Friday, February 22, 2013

Tomorrow at Hudson Chautauqua

The Hudson Chautauqua is a new phenomenon in town, but the lecture series that has been going on there has so far been excellent. Last month, Hudson Valley historian and raconteur Paul Barrett shared his knowledge of the mansions that once surrounded Lyndhurst during the Gilded Age of Tarrytown. Among the stories and information he shared about the opulent houses that used to be was this remarkable tale of research and serendipitous discovery.

One of the lost mansions of Tarrytown was Millbrook, a blue granite mansion reminiscent of a 17th-century castle. It was built in 1888 and demolished in 1957. From an obscure 1891 article in the New York Times, Barrett learned this previously unknown detail about the once grand mansion. Elihu Vedder (1836-1923), an American Romantic painter and illustrator, had designed a magnificent stained glass window for Millbrook. Measuring 6 feet by 15 feet, the window had dominated the landing of the mansion's main staircase. It depicted a woman drawing aside the curtain of night to reveal the first hint of dawn, and it was entitled Morning.

The second amazing discovery Barrett made was that Morning still existed. In 2008, fifty years after Millbrook had been demolished, Doris Cultraro, a stained glass artist and the owner of DC Studios in Rhinebeck, was asked to restore a large stained glass window for a client in Cold Spring. The client and her husband had purchased the window in 1960 from a salvage yard in Yonkers. They paid $100 for it, hauled it away in a pickup truck, and installed it in a new house they were building. All they knew about the window is what they had been told at the salvage yard: it had been commissioned in the late 19th century for a mansion in Tarrytown which had since been demolished.

Cultraro recognized that the quality and detail of the window was consistent with the work of Louis Comfort Tiffany and the other great studios of the late 19th and early 20th centuries, but she could discover no information about it. Stories about the mystery window appeared in the local papers, and one of these stories came to the attention of Barrett. The article was accompanied by a photograph of the window, and Barrett realized that the window matched the description of Morning in the 1891 article he had discovered about Elihu Vedder. Barrett contacted Cultraro, and, in Barrett's own words, "after more than fifty years, the window and its provenance were reunited."

Tomorrow, Saturday, February 23, Cultraro will be at the Hudson Chautauqua to tell, with slides, the intriguing story of the discovery and restoration of Morning. Samples of the original glass and custom-made replacement glass will be on display. The event begins at 3 p.m., and attendees are advised to come early to ensure getting a seat. The Hudson Chautauqua is located at 49A Eighth Street.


Your goal:
An exact transcription of all the data is required, with every image removed.

((

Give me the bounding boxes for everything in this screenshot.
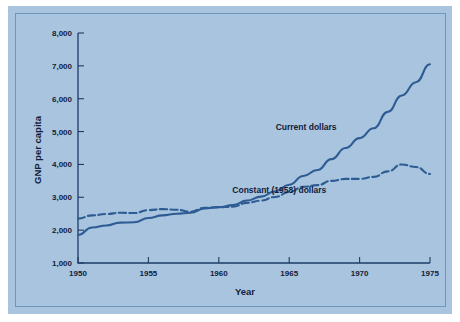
x-tick-label: 1960 bbox=[210, 269, 228, 278]
x-tick-label: 1950 bbox=[69, 269, 87, 278]
series-annotations: Current dollarsConstant (1958) dollars bbox=[232, 122, 336, 195]
axis-lines bbox=[78, 33, 430, 263]
y-tick-label: 3,000 bbox=[52, 193, 73, 202]
series-annotation-label: Current dollars bbox=[276, 122, 337, 132]
y-tick-label: 6,000 bbox=[52, 95, 73, 104]
y-tick-label: 1,000 bbox=[52, 259, 73, 268]
x-tick-label: 1970 bbox=[351, 269, 369, 278]
x-axis-title: Year bbox=[235, 286, 255, 297]
y-tick-label: 4,000 bbox=[52, 160, 73, 169]
x-tick-label: 1955 bbox=[140, 269, 158, 278]
y-axis-tick-labels: 1,0002,0003,0004,0005,0006,0007,0008,000 bbox=[52, 29, 73, 268]
series-annotation-label: Constant (1958) dollars bbox=[232, 185, 326, 195]
gnp-per-capita-line-chart: 1,0002,0003,0004,0005,0006,0007,0008,000… bbox=[0, 0, 460, 322]
x-axis-tick-marks bbox=[78, 257, 430, 263]
y-tick-label: 7,000 bbox=[52, 62, 73, 71]
data-series bbox=[78, 64, 430, 235]
y-axis-tick-marks bbox=[78, 33, 84, 263]
y-tick-label: 2,000 bbox=[52, 226, 73, 235]
x-axis-tick-labels: 195019551960196519701975 bbox=[69, 269, 439, 278]
x-tick-label: 1965 bbox=[280, 269, 298, 278]
y-axis-title: GNP per capita bbox=[32, 115, 43, 184]
chart-figure: 1,0002,0003,0004,0005,0006,0007,0008,000… bbox=[0, 0, 460, 322]
y-tick-label: 5,000 bbox=[52, 128, 73, 137]
y-tick-label: 8,000 bbox=[52, 29, 73, 38]
series-line-solid bbox=[78, 64, 430, 235]
axes bbox=[78, 33, 430, 263]
x-tick-label: 1975 bbox=[421, 269, 439, 278]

))

Result of this task:
Give me the bounding boxes for everything in this screenshot.
x-tick-label: 1960 bbox=[210, 269, 228, 278]
x-tick-label: 1950 bbox=[69, 269, 87, 278]
series-annotations: Current dollarsConstant (1958) dollars bbox=[232, 122, 336, 195]
axis-lines bbox=[78, 33, 430, 263]
y-tick-label: 3,000 bbox=[52, 193, 73, 202]
series-annotation-label: Current dollars bbox=[276, 122, 337, 132]
y-tick-label: 6,000 bbox=[52, 95, 73, 104]
y-tick-label: 1,000 bbox=[52, 259, 73, 268]
x-tick-label: 1970 bbox=[351, 269, 369, 278]
x-axis-title: Year bbox=[235, 286, 255, 297]
y-tick-label: 4,000 bbox=[52, 160, 73, 169]
x-tick-label: 1955 bbox=[140, 269, 158, 278]
y-axis-tick-labels: 1,0002,0003,0004,0005,0006,0007,0008,000 bbox=[52, 29, 73, 268]
series-annotation-label: Constant (1958) dollars bbox=[232, 185, 326, 195]
gnp-per-capita-line-chart: 1,0002,0003,0004,0005,0006,0007,0008,000… bbox=[0, 0, 460, 322]
x-axis-tick-marks bbox=[78, 257, 430, 263]
y-tick-label: 7,000 bbox=[52, 62, 73, 71]
data-series bbox=[78, 64, 430, 235]
y-axis-tick-marks bbox=[78, 33, 84, 263]
y-tick-label: 2,000 bbox=[52, 226, 73, 235]
x-axis-tick-labels: 195019551960196519701975 bbox=[69, 269, 439, 278]
x-tick-label: 1965 bbox=[280, 269, 298, 278]
y-axis-title: GNP per capita bbox=[32, 115, 43, 184]
chart-figure: 1,0002,0003,0004,0005,0006,0007,0008,000… bbox=[0, 0, 460, 322]
y-tick-label: 5,000 bbox=[52, 128, 73, 137]
y-tick-label: 8,000 bbox=[52, 29, 73, 38]
series-line-solid bbox=[78, 64, 430, 235]
axes bbox=[78, 33, 430, 263]
x-tick-label: 1975 bbox=[421, 269, 439, 278]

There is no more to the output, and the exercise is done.